You don't want to vote the same way as [insert name of bogeyperson here], do you?
Actually that would make a difference to me, and I think it's not an unreasonable factor to bear in mind. Looking locally to myself, I'm pretty neutral in theory as to whether Belgium should split or stay together; but I look at the leading advocates of an independent Flanders, and I see people who don't want people like me in their country. So that certainly guides my thinking and voting on that particular issue.
(no subject)
Date: 2016-02-21 03:59 pm (UTC)(no subject)
Date: 2016-02-21 04:22 pm (UTC)If all it were was a free-trade agreement it'd be great. It's enacting and enforcing regulations.
Without the consent of the governed.
(no subject)
Date: 2016-02-21 04:31 pm (UTC)But the democratic deficit is certainly a problem, both in terms of the EU's various bodies' normal operation, and in terms of the ways in which democratic decisions and governments have sometimes been steamrollered by the EU. Examples (not unique ones) might be the the way that the Irish had to vote twice on the Lisbon treaty until they got it "right", and the appointment of Mario Monti as Prime Minister of Italy.
(no subject)
Date: 2016-02-21 07:17 pm (UTC)(no subject)
Date: 2016-02-21 07:25 pm (UTC)(no subject)
Date: 2016-02-21 04:27 pm (UTC)More relevant, perhaps, is that the existence of the EU didn't prevent war in the Balkans, and the existence of NATO didn't prevent a war between two NATO members.
(no subject)
Date: 2016-02-21 04:35 pm (UTC)(no subject)
Date: 2016-02-21 07:18 pm (UTC)(no subject)
Date: 2016-02-21 07:22 pm (UTC)(no subject)

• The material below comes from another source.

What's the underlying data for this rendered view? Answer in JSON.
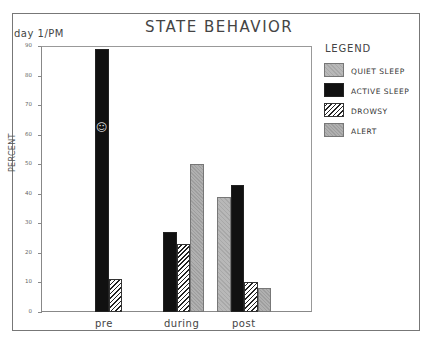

Date: 2016-02-21 07:15 pm (UTC)People conflate this stuff with immigrants from outside the EU being able to get here across European borders. Not so because we haven't been in the Schengen agreement. Hence the camps at Calais.
(no subject)
Date: 2016-02-21 07:26 pm (UTC)(no subject)
Date: 2016-02-21 11:00 pm (UTC)(no subject)

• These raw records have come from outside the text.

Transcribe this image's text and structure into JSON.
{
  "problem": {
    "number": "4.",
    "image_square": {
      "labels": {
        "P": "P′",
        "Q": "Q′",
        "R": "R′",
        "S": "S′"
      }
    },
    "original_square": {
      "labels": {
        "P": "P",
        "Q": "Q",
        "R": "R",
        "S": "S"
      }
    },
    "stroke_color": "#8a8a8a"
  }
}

Date: 2016-02-22 09:51 am (UTC)No war? I hallucinated Yugoslavia in 1991 then.
No dole if you are a Pole, massive waiting lists as East Europeans flood in.
(no subject)
Date: 2016-02-22 11:14 am (UTC)I suppose Scotland is a factor to consider - having been screwed over already on the devo-max they were promised for staying in the UK, I think there's a very good chance that Britain leaving the EU would be the kick Scotland needs to actually vote themselves independent. Whether that's a good or a bad thing I will depend on one's own leanings.

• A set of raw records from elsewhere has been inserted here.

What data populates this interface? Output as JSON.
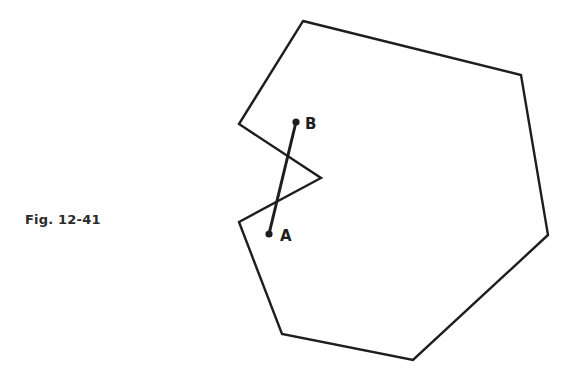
{
  "caption": "Fig. 12-41",
  "colors": {
    "stroke": "#1e1e1e",
    "background": "#ffffff"
  },
  "polygon": {
    "description": "non-convex polygon with an inward notch on the left side",
    "vertices": [
      [
        303,
        21
      ],
      [
        521,
        75
      ],
      [
        548,
        235
      ],
      [
        413,
        360
      ],
      [
        282,
        334
      ],
      [
        239,
        222
      ],
      [
        321,
        178
      ],
      [
        239,
        124
      ]
    ]
  },
  "segment": {
    "from": "A",
    "to": "B",
    "passes_outside_polygon": true
  },
  "points": {
    "A": {
      "label": "A",
      "x": 269,
      "y": 234
    },
    "B": {
      "label": "B",
      "x": 296,
      "y": 122
    }
  }
}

There are understandable reasons one might want out (the fisheries thing, as you mentioned, is rubbish), but it's likely to be an issue closely related to devolution. As it is, Wales needs the EU, since they give us money for things Westminster won't let us have--it's a bit like running to your indulgent uncle when mum and dad won't give you pocket money, I suppose. When we have green energy projects or cultural initiatives or (god forbid!) minority language support, it comes from Europe. When we're told we should close the only hospital in mid-Wales because after all, there are hospitals in Cardiff that only take three for four hours to get to, or that we shouldn't put a windfarm there because it will spoil the view of some English MP's holiday home, that comes from Westminster. So from that standpoint, leaving Europe (whether Scotland stays or goes) is more than likely to be incredibly detrimental to Wales, so I confess I hope we stay in.
(no subject)
Date: 2016-02-22 11:23 am (UTC)(no subject)
Date: 2016-02-22 07:59 pm (UTC)(no subject)
Date: 2016-02-22 08:36 pm (UTC)(no subject)
Date: 2016-02-23 02:04 am (UTC)I do sympathize. A few weeks before my eighteenth birthday was the election that gave us the gift of Ronald Reagan.